Until we as a community address our patients’ desire for more aggressive care, as well as our desire to avoid lawsuits against us when we fail to meet their desires, no physician can be the ultimate arbitrar of reducing healthcare costs in this country.  Indeed, I’m not sure how anyone expects to reduce healthcare costs until the American public is willing to accept that “less is more” when it comes to their health.


3 Responses to “Do Physicians Provide Too Much Medical Care?”

  1. Lori on September 28, 2011 7:16 PM

    Counterpoint. I once fired my primary care physician for providing too much care. After asking me about my sexual habits (non existent at the time!), we decided I didn’t need any pregnancy or std tests. Imagine my surprise when I went back to discuss my other bloodwork results and he started by congratulating me for not being pregnant or having any std’s. Um, duh, I’d already told him I was a virgin! After questioning why he ordered such unnecessary tests, he shrugged, and said I shouldn’t worry about it because my insurance covered it. I told him that was insurance fraud and never went back.

    This is the real problem with healthcare in the US — consumers are completely divorced from the pricing of healthcare. They pay their little co-pay and tiny share of their health insurance premiums but have NO clue of the costs behind it (or how much more $$ their employers pay towards the premiums). That’s why us economists are such big fans of HSA’s, at least for the young and healthy, and why my doc was wrong when he said my insurance company picked up the tab — it came straight out of my HSA dollars!

    Sorry for the long comment but this topic strikes a nerve with me. :)

  2. Madelyn Penter on October 4, 2011 11:20 AM

    Super post. Some great points you highlight in there.

  3. Palmelb on October 5, 2011 11:55 AM

    Thanks for posting!
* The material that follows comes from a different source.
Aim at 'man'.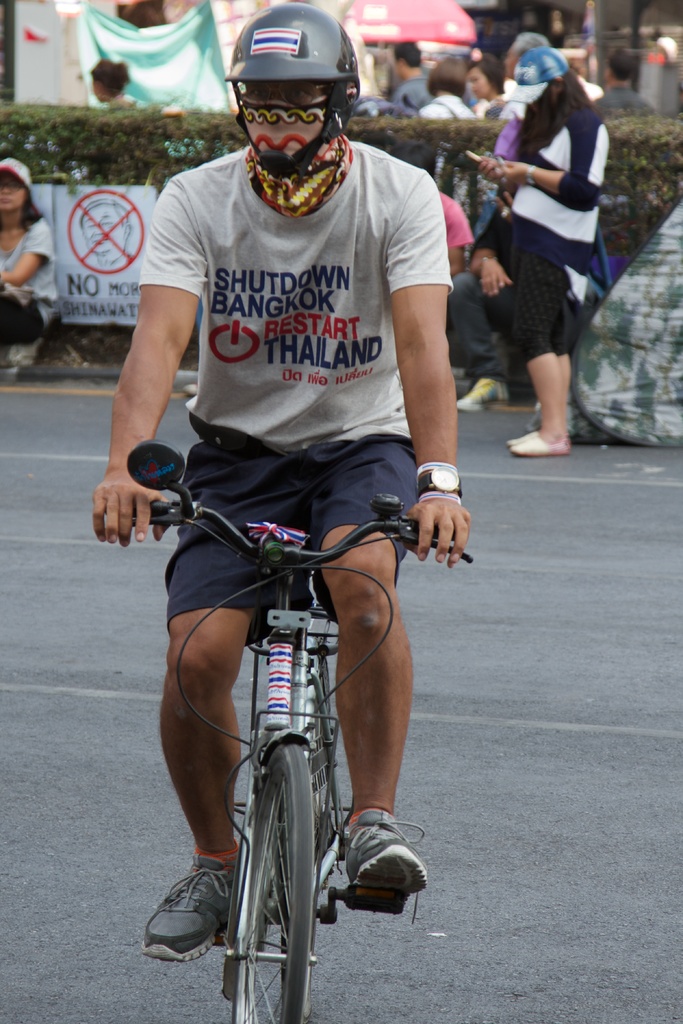
Aimed at BBox(90, 79, 456, 967).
I’m so excited a real person and not a spammer read my post! (case in point, the next one for me to review is from “casino en ligne bonus”, ~awesome~)

    I totally agree with you that people are divorced (up front) from the cost of health care. Neither the MD nor the patients know what they are getting into when they order the tests they order. I had an excisional lymph node biopsy in med school (a 20 minute surgical procedure I pushed for because I was a cancer phobic med student) that wound up costing $10K, of which I paid 20%. This came out of student loans, of course, because I had no income. I had NO CLUE how expensive it was going to be. I was so scared of cancer, though, I think I would have done it anyway even if I knew the costs up front.

    I think we should incorporate pricing at the point of ordering so that both docs and patients know the cost.

    HSA can be good choices with the right type of person, but not every person is going to have the information, the time, the ability or the motivation to make wise decisions with their care (i.e. people may choose to address a self-limited health problem that causes them immediate discomfort but will defer paying for preventive care). You could argue that it is their decision to risk future health problems by avoiding preventive care (in this example), but it’s not really fair to punish a patient for bad choices he or she made in the absence of an intelligent discussion with someone who can place those choices into perspective.

    Medical jargon and testing characteristics are overwhelming for the most educated, but the degree of poor health literacy in this country is staggering. Studies have indicated that 66% of adults over the age of 60 have inadequate or marginal literacy. Another study showed that 75% of surveyed people with a chronic disease have inadequate literacy, and yet another study estimated that poor functional literacy adds $32 to $58 billion in additional health care costs (born mostly by Medicare and Medicaid). http://www.chcs.org/usr_doc/Health_Literacy_Fact_Sheets.pdf
    People falling into these categories are unlikely to be good candidates for health savings accounts.

    My concern in writing was that the healthcare industry and those of us who work in it are often blamed for the ballooning costs of care, and we certainly play our part, but responsibility should be taken on both sides of the desk. Patient and family priorities influence what I order, and I rarely refuse to honor requests from patients that have some justification.